$8.4 Million Grant to Launch Specialty Camps

Those who know me, know all the various reasons why I am a firm supporter of the Jewish camping experience. Now comes news of a new joint endeavor by the Jim Joseph Foundation and the Foundation for Jewish Camping:

According to the JTA, “Two foundations are joining forces to launch a groundbreaking incubator program to create a new breed of Jewish summer camp.

The Jim Joseph Foundation has allocated $8.4 million to the Foundation for Jewish Camping to start the Specialty Camp Incubator, which will develop and launch four camps.

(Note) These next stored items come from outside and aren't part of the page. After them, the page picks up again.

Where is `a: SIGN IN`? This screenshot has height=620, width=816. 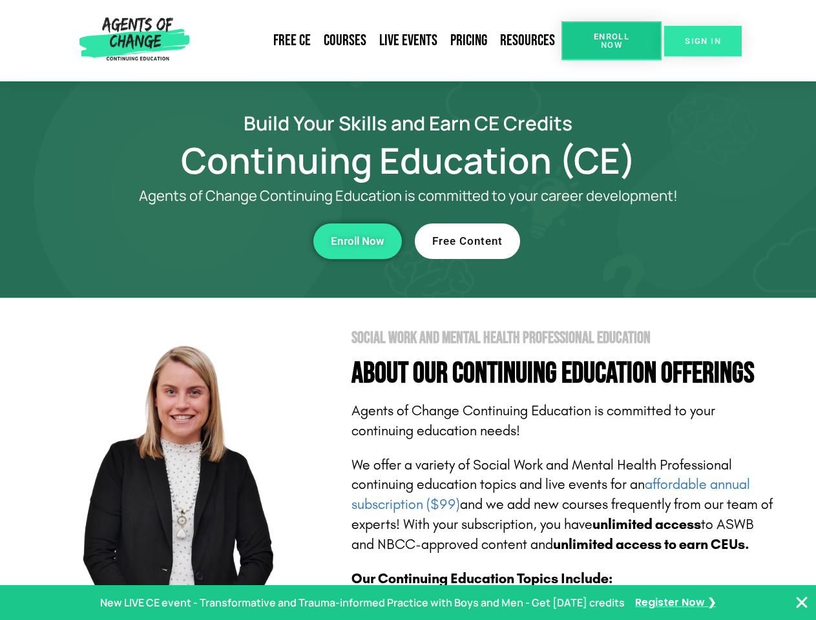 a: SIGN IN is located at coordinates (703, 41).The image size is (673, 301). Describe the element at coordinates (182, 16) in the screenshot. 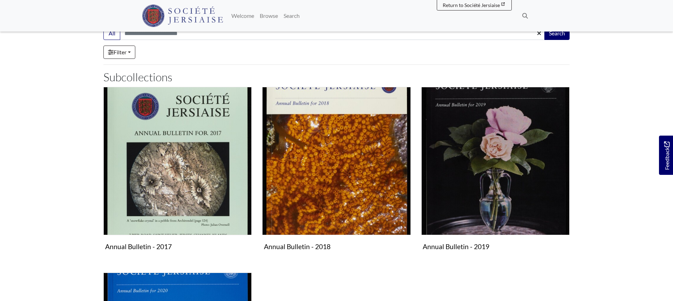

I see `img: Société Jersiaise` at that location.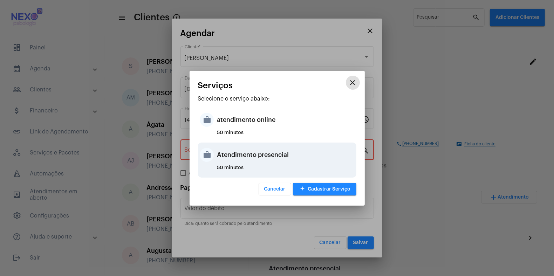 The width and height of the screenshot is (554, 276). What do you see at coordinates (216, 86) in the screenshot?
I see `span: Serviços` at bounding box center [216, 86].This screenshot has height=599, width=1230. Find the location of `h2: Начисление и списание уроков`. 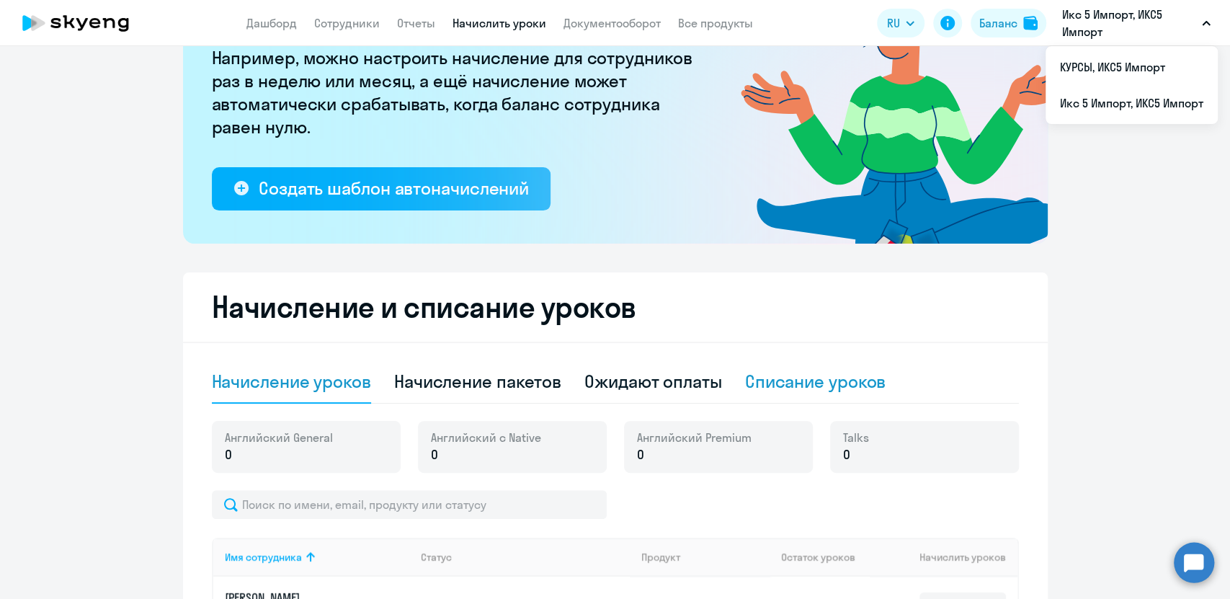

h2: Начисление и списание уроков is located at coordinates (615, 307).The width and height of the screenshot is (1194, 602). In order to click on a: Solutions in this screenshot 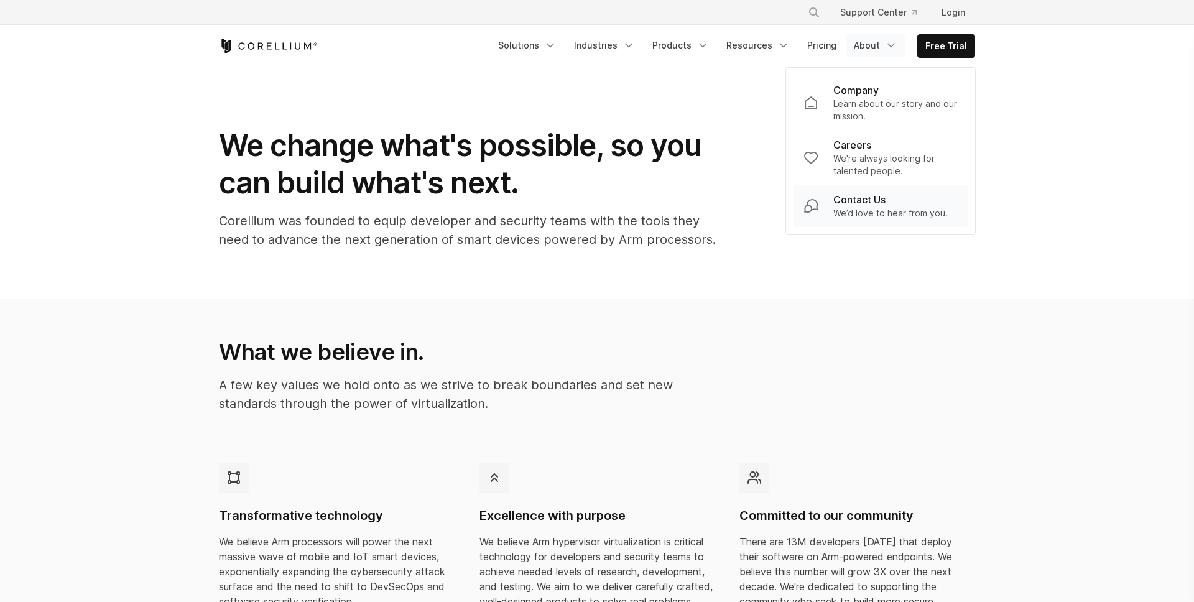, I will do `click(527, 45)`.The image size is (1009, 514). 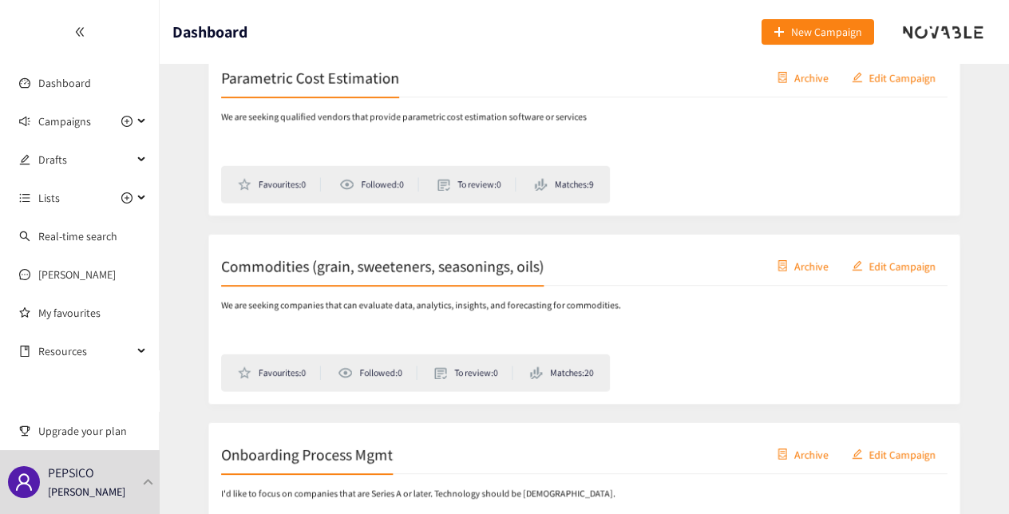 I want to click on a: Dashboard, so click(x=65, y=83).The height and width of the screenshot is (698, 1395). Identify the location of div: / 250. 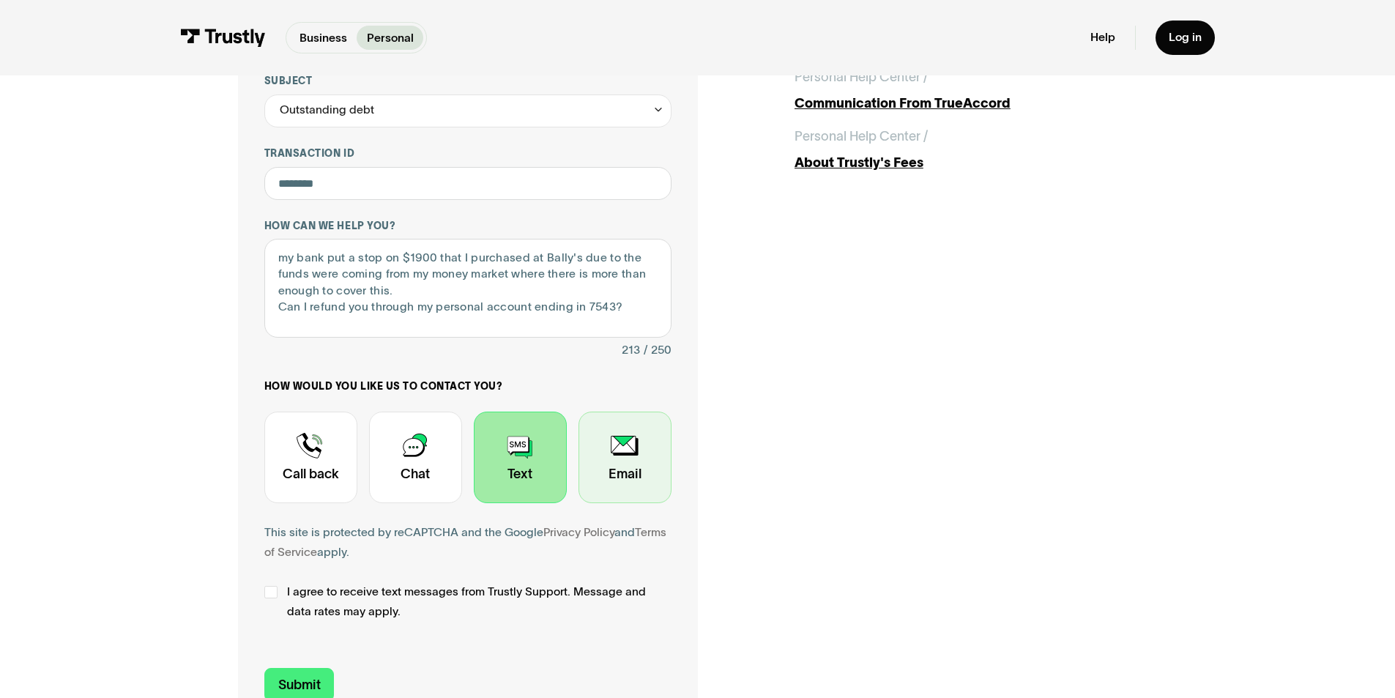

The camps will combine a Jewish curriculum with a specific concentration in a skill area such as sports, computer science or the arts.

Leaders of both foundations say they are attempting to tap into a market, specialty camps, with few Jewish-themed options by using a business model that has been widely adopted by the philanthropic world in the past several years.

The Jim Joseph gift is the second significant allocation made by the $900 million San Francisco-based foundation to the camping foundation since it started making grants last year.

Leaders of the Jim Joseph foundation estimate that eventually it will give more than $25 million per year to Jewish causes. Last year it gave $11.2 million to the camping foundation, to be spent over the next four years, to provide significant stipends to first-time campers between the ages of 11 and 13 at Jewish camps on the West Coast.”

Read the rest of the article here

If you are interested in Jewish camping and the work of the Foundation for Jewish Camping, be sure to check out the Leader’s Assembly scheduled for next month in New Jersey and consider supporting the work of the Foundation.

The Assembly will stimulate the field of Jewish camp, building energy around the efforts of 150 camp directors and Jewish summer camps across North America. Nearly 70,000 children attend Jewish summer camp annually but that is not enough. In just the last few years, the century-old institution of Jewish summer camp has begun to receive the recognition, attention, and resources it so surely deserves and needs to keep doing its powerful and vital work. But more remains to be done.

And while you are at it, Brandeis University’s Hornstein Program is still accepting applications for Fall ’08 for their new camping tract and the Bildner Fellowship for Jewish camping.